**What needs to be done:** Only one stretch of the data below is needed: the line with "Task: Click on the Comment" through the last line. Output it exactly and drop the pictures.

**Data provided:**
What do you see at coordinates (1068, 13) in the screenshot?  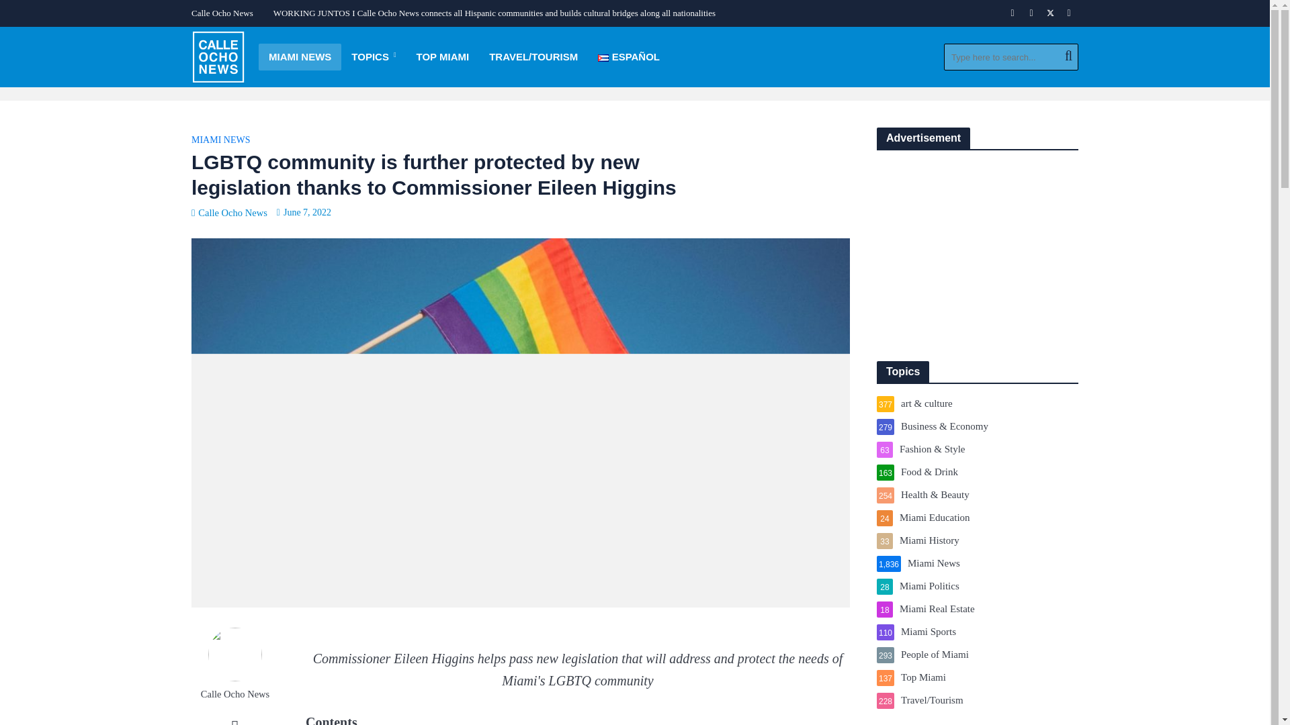 I see `Youtube` at bounding box center [1068, 13].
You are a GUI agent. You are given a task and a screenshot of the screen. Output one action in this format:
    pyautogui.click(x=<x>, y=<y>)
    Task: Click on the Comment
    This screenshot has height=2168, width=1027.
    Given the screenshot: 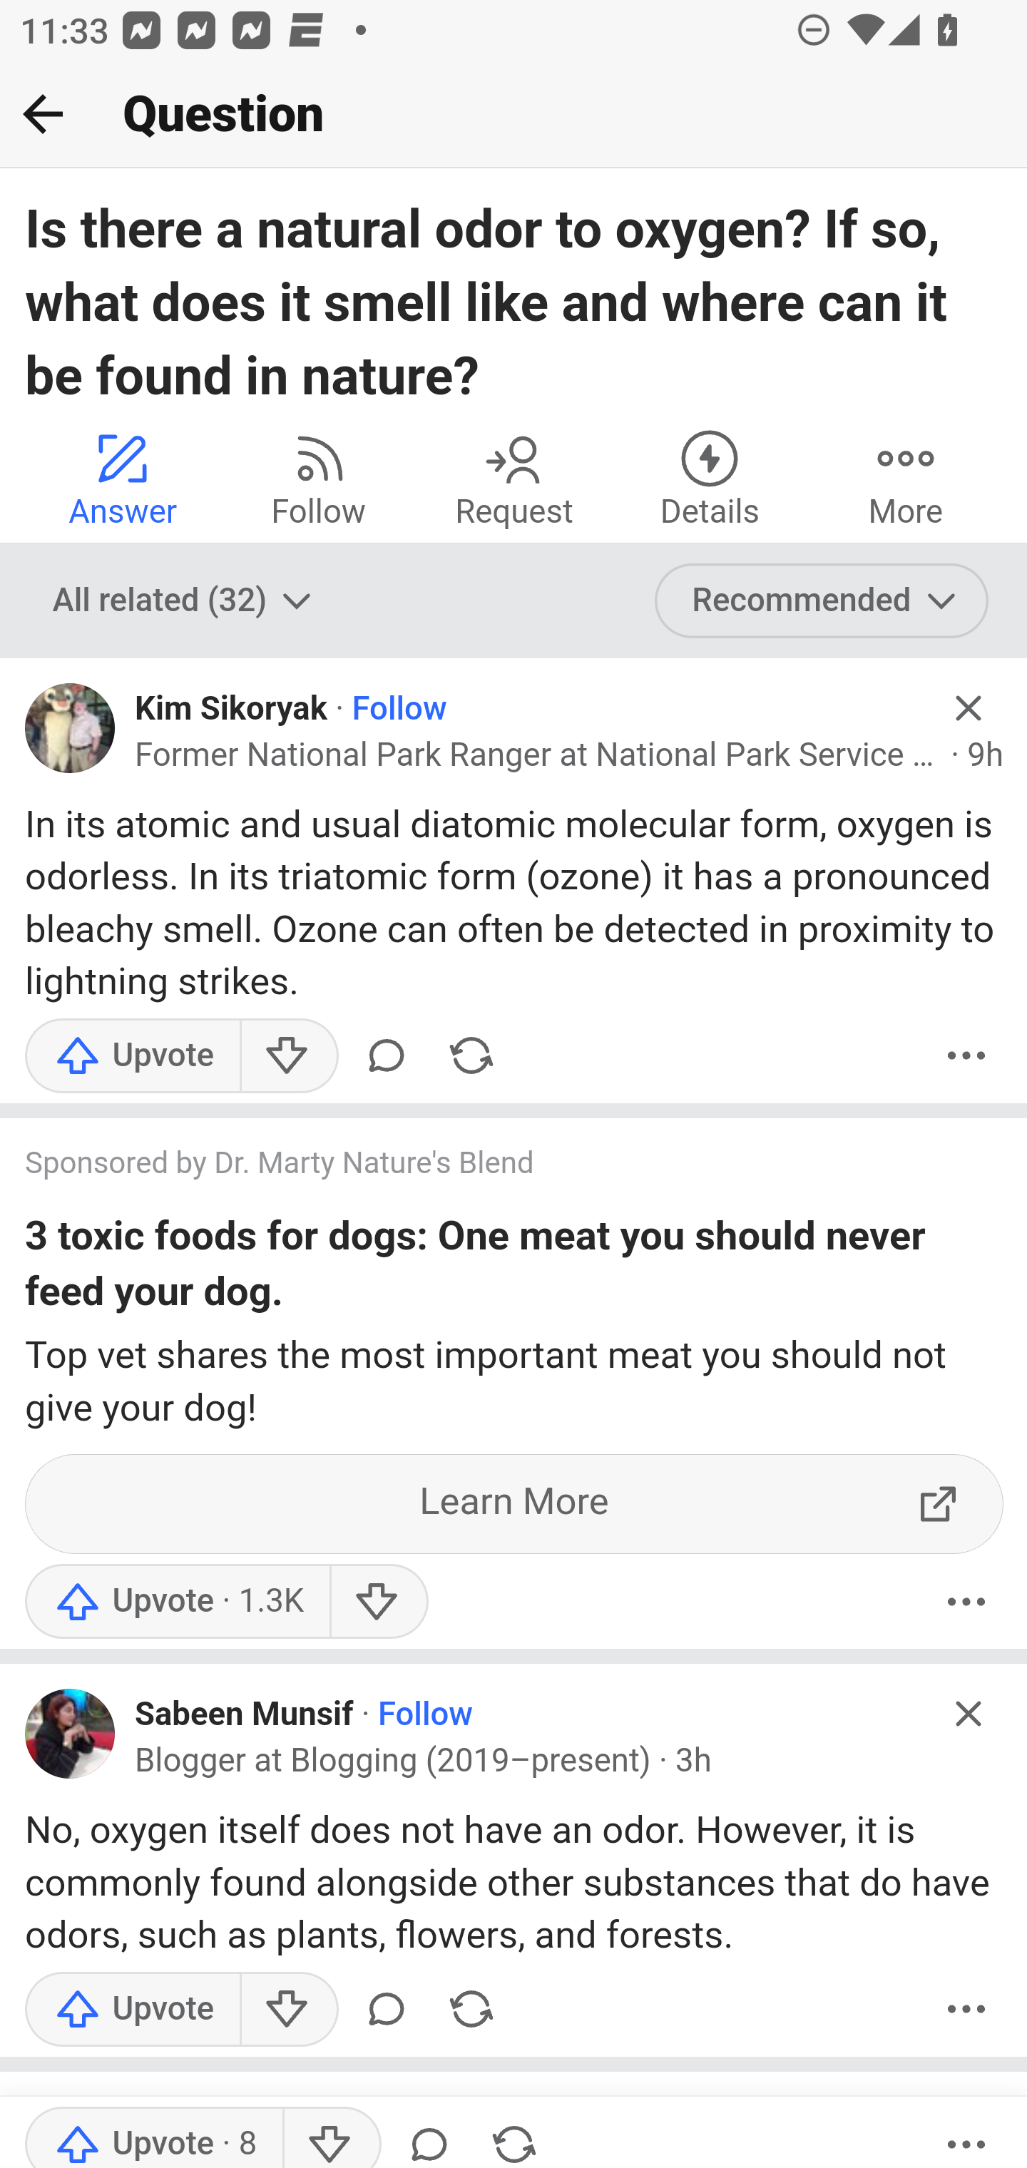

**Output for this task:**
    Task: Click on the Comment
    This screenshot has height=2168, width=1027.
    Given the screenshot: 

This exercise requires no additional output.